At school he is bullied and called Triangle Head. It is a head in which he hears strange voices, voices compelling him to count to astronomical numbers, to push his sister off a swing, and to throw ash from the fire in her eyes. It is also a head that imagines wolves creeping into his room at night, and one that wonders whether God and Father Christmas are the same person. It is head that ponders whether the devil can appear in the form of a wasp and sting him when he challenges Him to appear. When he tries it, the devil does.
By the 1970s Henry has fallen in love with David Bowie. If the devil is a wasp, God is David Bowie. Henry decides he wants to be like his idol, both androgynous and thin. He gives up food, wears bangles to school and adopts a foppish haircut. To his surprise, this doesn’t win him the love of his classmates, and the bullying gets worse. Then punk happens, and power cuts, and IRA bombs, so that Henry’s mental turmoil seems to have found an external reflection. Soon he finds himself torn between the Dickensian world of his grammar school , the violent world ‘outside the window’ and the more desirable one depicted in pop music, books and on TV. Unfortunately, as his mother keeps telling him, he cannot live his life in a pop song, or spend it hiding between the pages of a book.

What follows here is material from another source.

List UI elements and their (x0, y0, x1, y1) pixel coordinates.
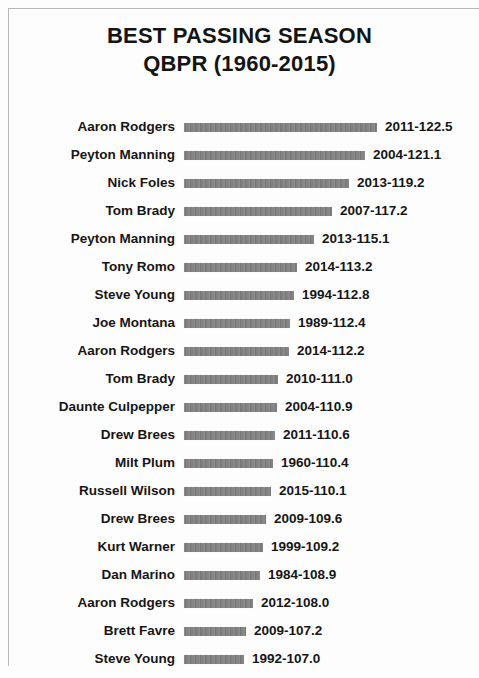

In the end, he is divided between his love of a schoolfriend and his growing interest in girls. As an Oedipal child, he hates his father and loves his mother, but he remains convinced that he is not his parents’ child at all, but a creature of his own creation. Growing up is hard either way. David Jones became David Bowie, but Henry doesn’t have the option. He must become Henry Truffle, and learn to live in his own imperfect skin. No one said it would be easy…
This is a book about growing up in the 60s and 70s with a mixture of wonder and dread. It is my first novel.